Today: 28 June 2026
Growth ETFs Draw Attention Again as Investors Eye Big Tech Weighting
8 June 2026
2 mins read

Growth ETFs Draw Attention Again as Investors Eye Big Tech Weighting

New York, June 8, 2026, 11:03 EDT

Growth ETFs traded higher in New York on Monday as tech stocks bounced back from last week’s drop. Invesco QQQ Trust and the Vanguard growth funds, both mentioned by retail traders lately, got a fresh look. QQQ added about 2.2%. Vanguard Growth ETF and Vanguard S&P 500 Growth ETF rose around 1.2% each late in the morning.

AI again leads the U.S. stock rally, making timing a key factor for equity flows. Reuters said on June 5 that U.S. equity funds pulled in a net $7.43 billion for the week ended June 3, the biggest weekly inflow since May 13. Tech-sector funds alone got $6.62 billion. An ETF, or exchange-traded fund, is a basket of securities trading on an exchange like a stock.

Vanguard’s S&P 500 ETF, VOO, just crossed $1 trillion in assets, making it the first ETF to hit that mark. The move is the latest sign of investors piling into low-cost index funds. BlackRock’s iShares Core S&P 500 ETF holds $860 billion, and State Street’s SPDR S&P 500 ETF sits at $785 billion, according to Reuters and VettaFi data.

VettaFi research head Todd Rosenbluth called VOO’s run “a key milestone,” and said investors “continue to turn to low-cost broad market exposure” with the fund. Broad S&P 500 trackers like VOO, IVV, and SPY charge low fees and compete with higher-growth offerings like QQQ, VUG, and VOOG, which tilt more to big growth and tech names. Reuters

Vanguard Growth ETF (VUG) tracks the CRSP U.S. Large Cap Growth Index and charges a 0.03% annual expense ratio, The Motley Fool wrote June 8, citing Morningstar data as of June 3. VUG returned an average 15.42% annually over five years, 18.26% over ten years and 16.38% over fifteen years. Those numbers beat the Vanguard S&P 500 ETF for each period, according to the article.

VUG’s draw is also the danger. The fund’s biggest stakes include Nvidia, Apple, Microsoft, Alphabet, Broadcom, Amazon, Meta Platforms, Tesla and Eli Lilly, according to the same article. Nvidia makes up 13.3% of the ETF. That loads buyers up on the same giant stocks that have powered the S&P 500.

A Motley Fool piece from June 5 called out QQQ and VOOG as growth picks for the long haul, noting the Nasdaq-100 gained 22% this year while the S&P 500 was up 12%. Nvidia, Apple, Microsoft, Amazon and Tesla are the top names in QQQ. VOOG’s biggest stakes were Nvidia, Microsoft, Meta, Apple and Broadcom.

QQQ is more concentrated. Invesco says the fund follows the Nasdaq-100 Index, so investors get exposure to the 100 biggest non-financial names on Nasdaq. The firm warns QQQ is non-diversified and can be more volatile than wider options.

Geoffrey Seiler at Motley Fool wrote June 3 that QQQ was up 578.6% for the last ten years through April, beating the S&P 500 in seven of those years. He pointed to QQQ’s outperformance as tied to the fund’s market-cap weighting, where bigger companies make up more of the index.

S&P 500 tech stocks climbed 1.9% and the Philadelphia Semiconductor Index jumped 4.6% on Monday, according to Reuters. Nvidia and Broadcom both traded higher, bouncing back from last week’s chip slide. As of 9:37 a.m. ET, the Nasdaq Composite rose 1.09%, while the S&P 500 gained 0.68%.

The risk is clear: funds leading the AI rally can drop fast when investors head out of crowded tech names. Reuters reported that strong May jobs numbers had traders pricing in a Fed rate hike this year, and said the CPI report on Wednesday could challenge inflation expectations in the market. “Sometimes these moves get too far too fast and you need a bit of a pullback,” said Art Hogan, chief market strategist at B Riley Wealth. Reuters

For investors, the question isn’t really about the price tag on growth ETFs but the risks in the mix. VOO and other S&P 500 trackers give wide market exposure. QQQ is heavier in the biggest non-financial names from the Nasdaq. VUG and VOOG are somewhere in the middle, but they still have the same big tech companies driving most of the gains.

Leokadia Głogulska is a financial and technology journalist at TS2.tech, covering stocks, artificial intelligence, space technology and global market developments. She graduated from Wrocław University of Economics and Business and previously worked in financial analysis before moving into business journalism. Her reporting focuses on helping readers understand the market trends, companies and technologies shaping the global economy.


WHAT TO PRODUCE:
Write out all the records exactly, and keep any images out.

PROVIDED DATA:

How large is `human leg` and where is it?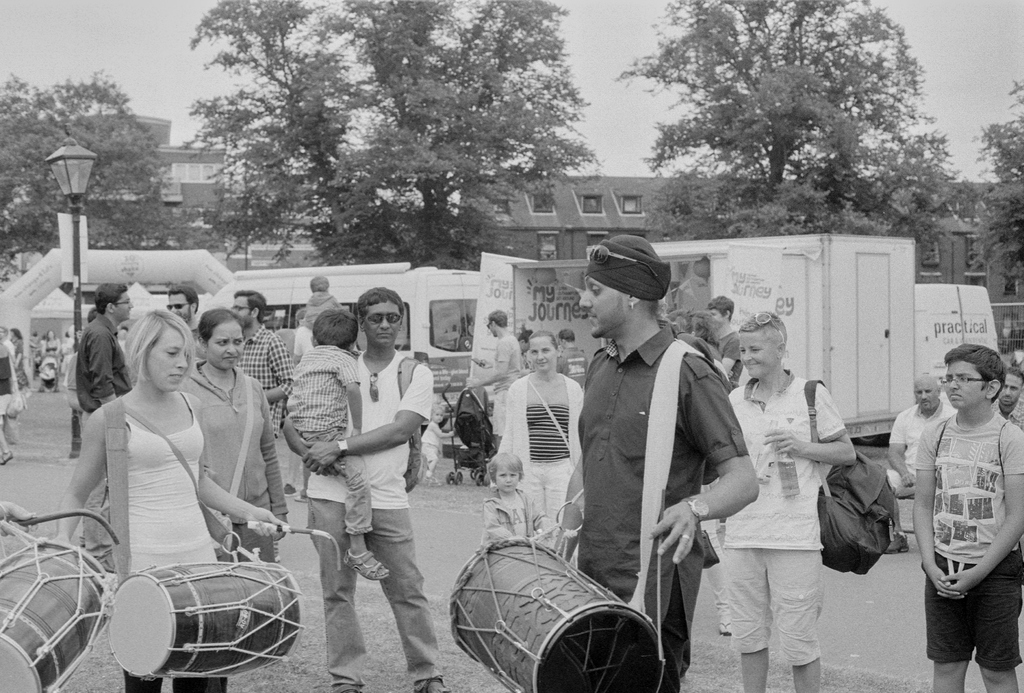
Bounding box: crop(530, 459, 565, 542).
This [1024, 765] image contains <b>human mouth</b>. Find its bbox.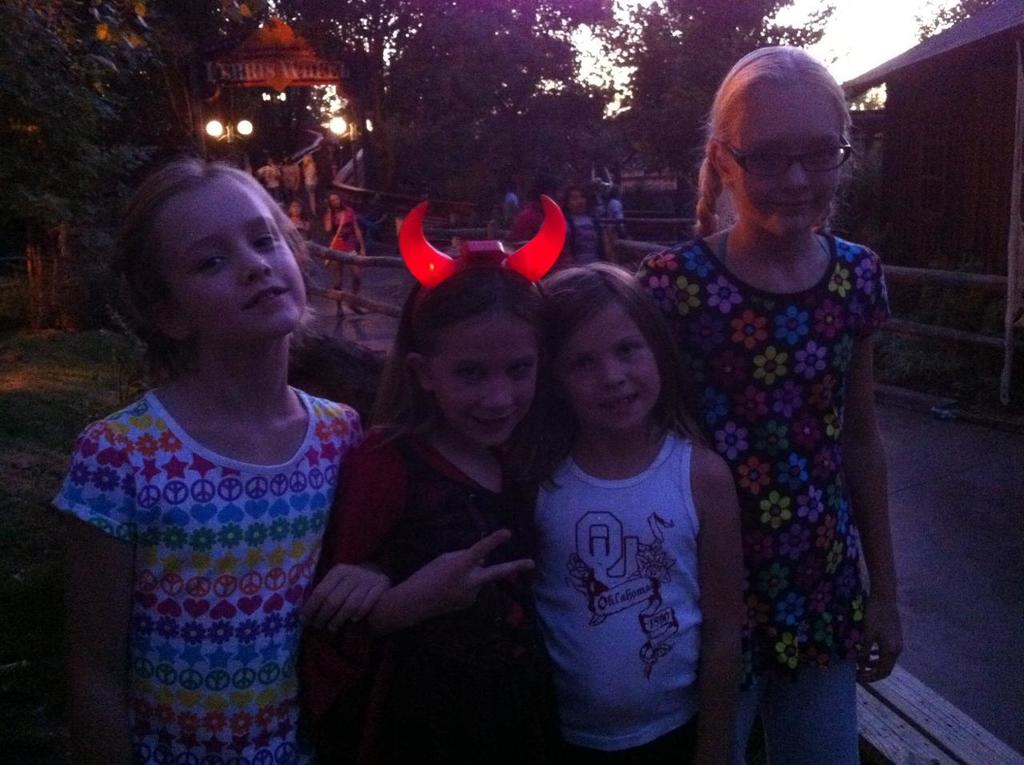
BBox(761, 193, 814, 213).
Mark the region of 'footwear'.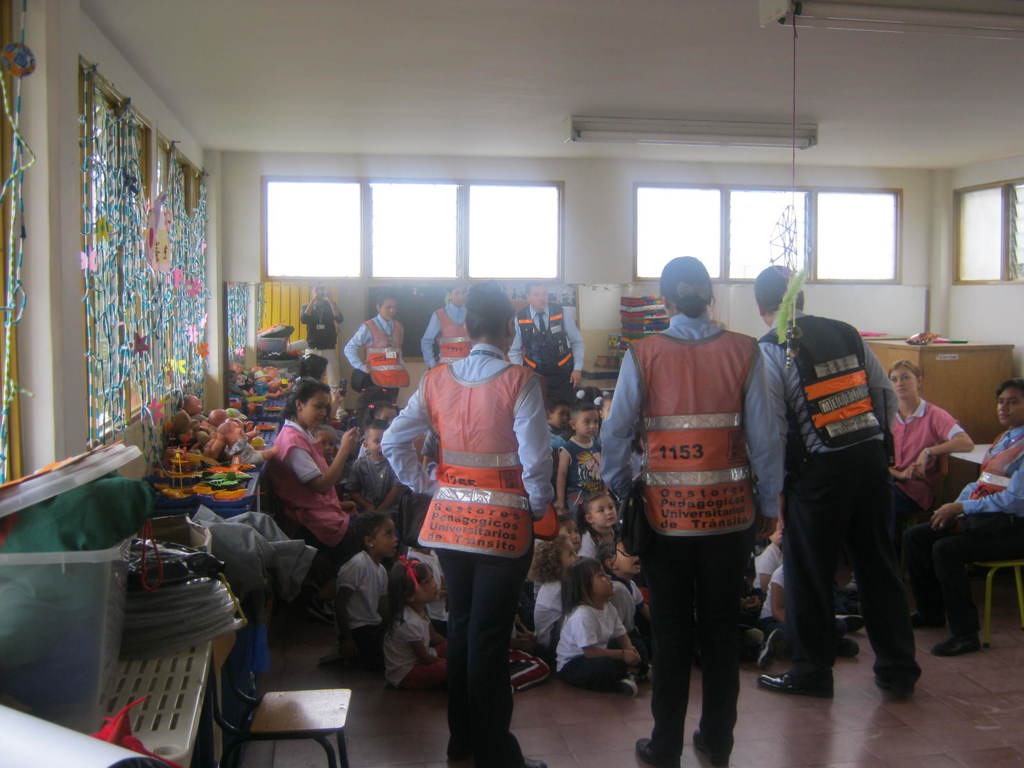
Region: (884,688,915,698).
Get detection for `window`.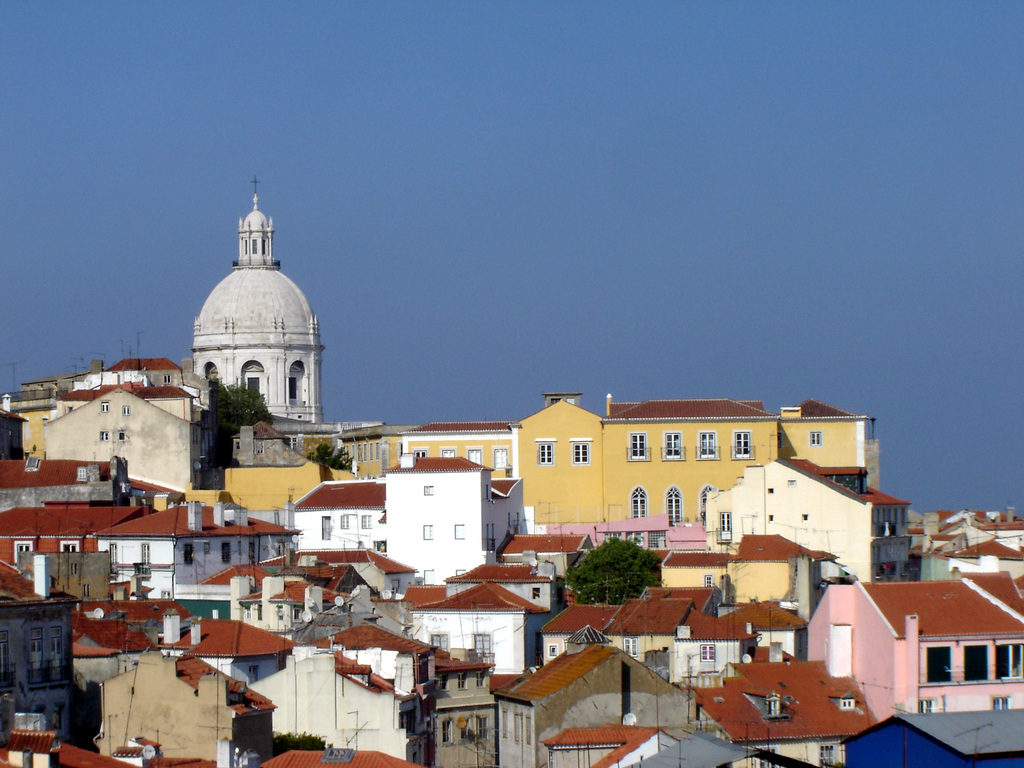
Detection: 767, 700, 781, 714.
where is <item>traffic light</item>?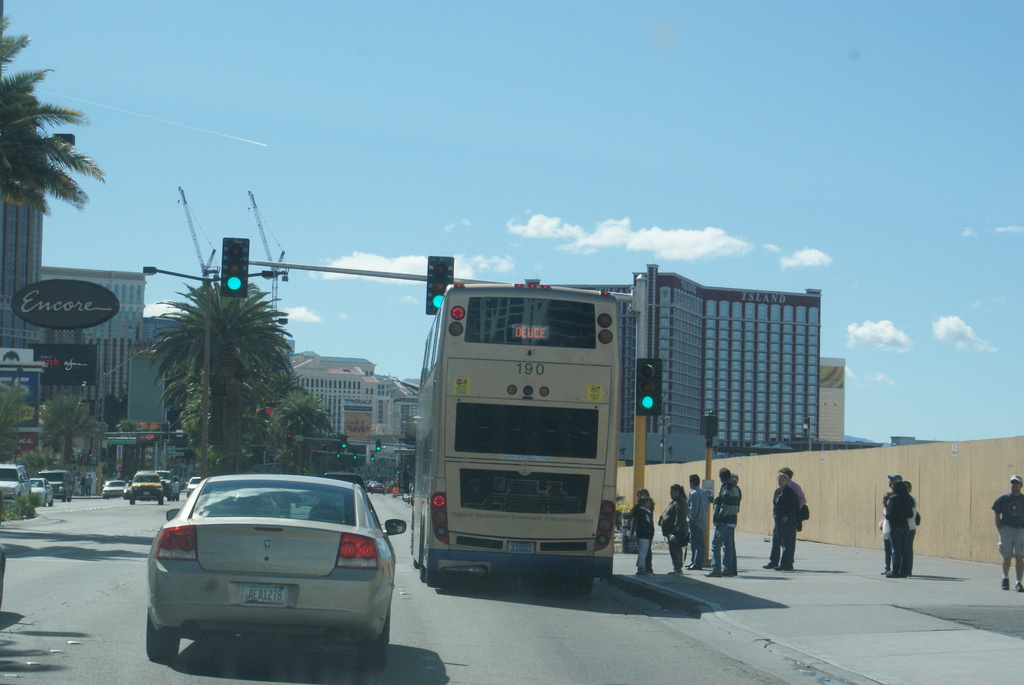
[266,403,273,417].
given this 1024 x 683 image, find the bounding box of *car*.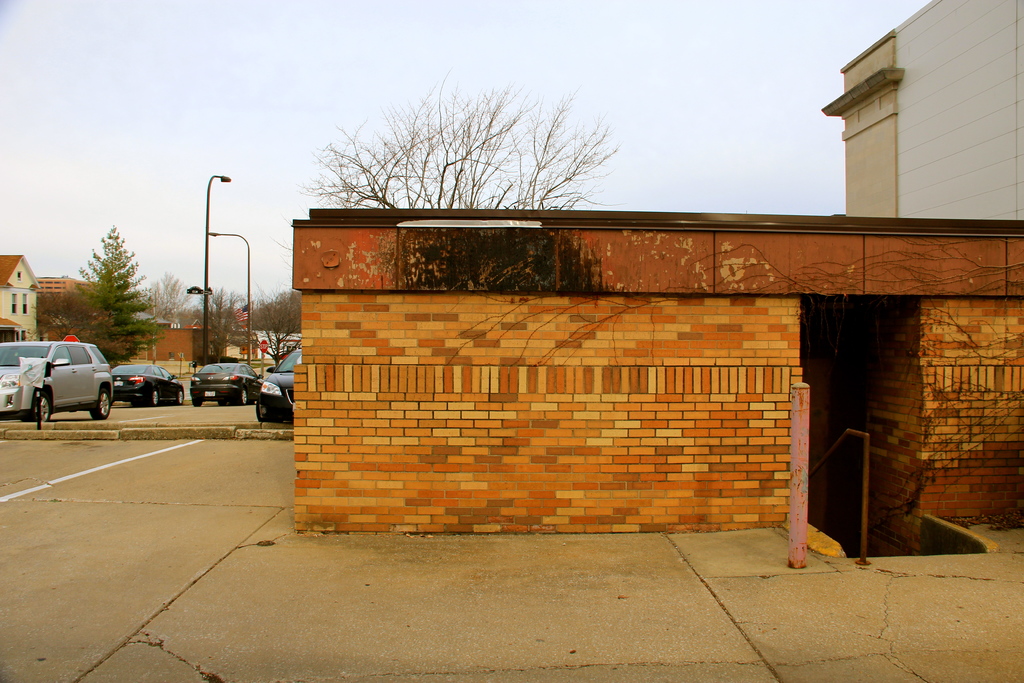
[x1=256, y1=347, x2=303, y2=422].
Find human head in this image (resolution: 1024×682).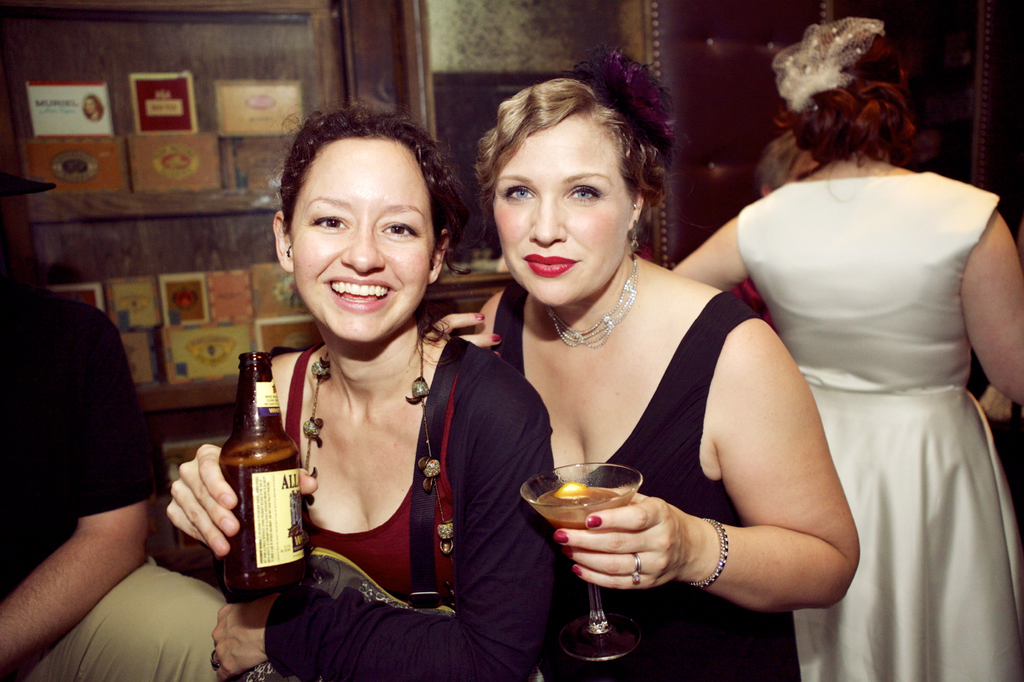
box=[469, 50, 666, 312].
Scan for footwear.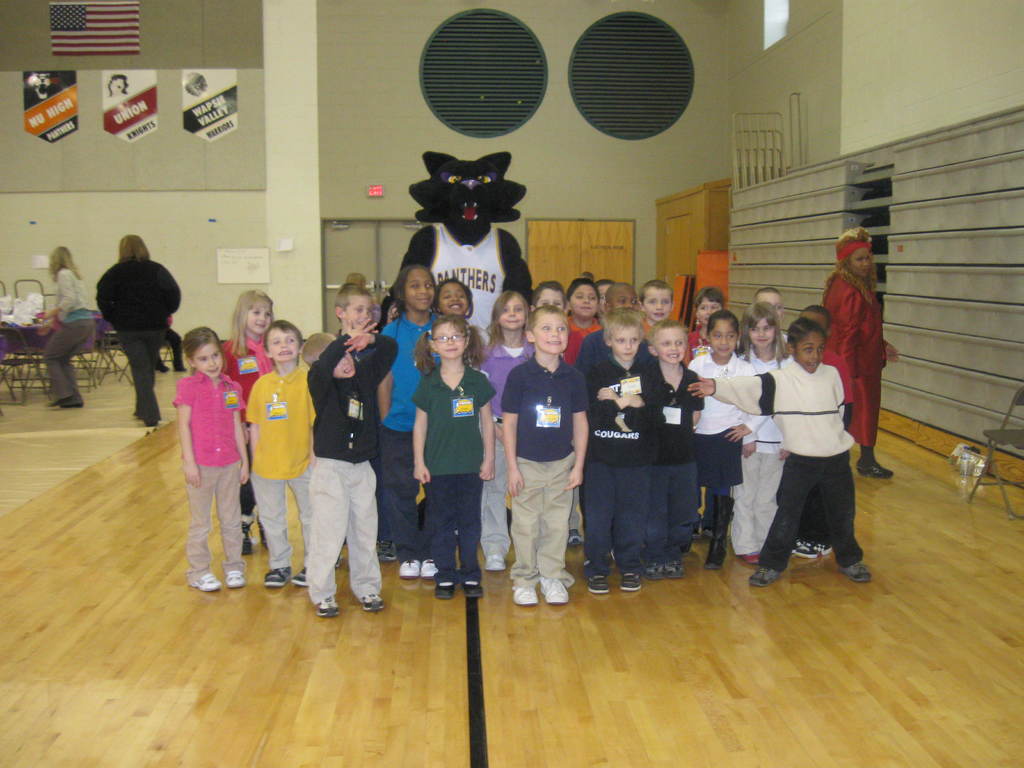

RESULT OF THIS EXERCISE:
How large is `human leg` and where is it?
Bounding box: crop(530, 459, 565, 542).
This [1024, 765] image contains <b>human mouth</b>. Find its bbox.
BBox(761, 193, 814, 213).
Mark the region of 'footwear'.
Region: (884,688,915,698).
Get detection for `window`.
Detection: 767, 700, 781, 714.
where is <item>traffic light</item>?
[266,403,273,417].
given this 1024 x 683 image, find the bounding box of *car*.
[x1=256, y1=347, x2=303, y2=422].
Find human head in this image (resolution: 1024×682).
box=[469, 50, 666, 312].
Scan for footwear.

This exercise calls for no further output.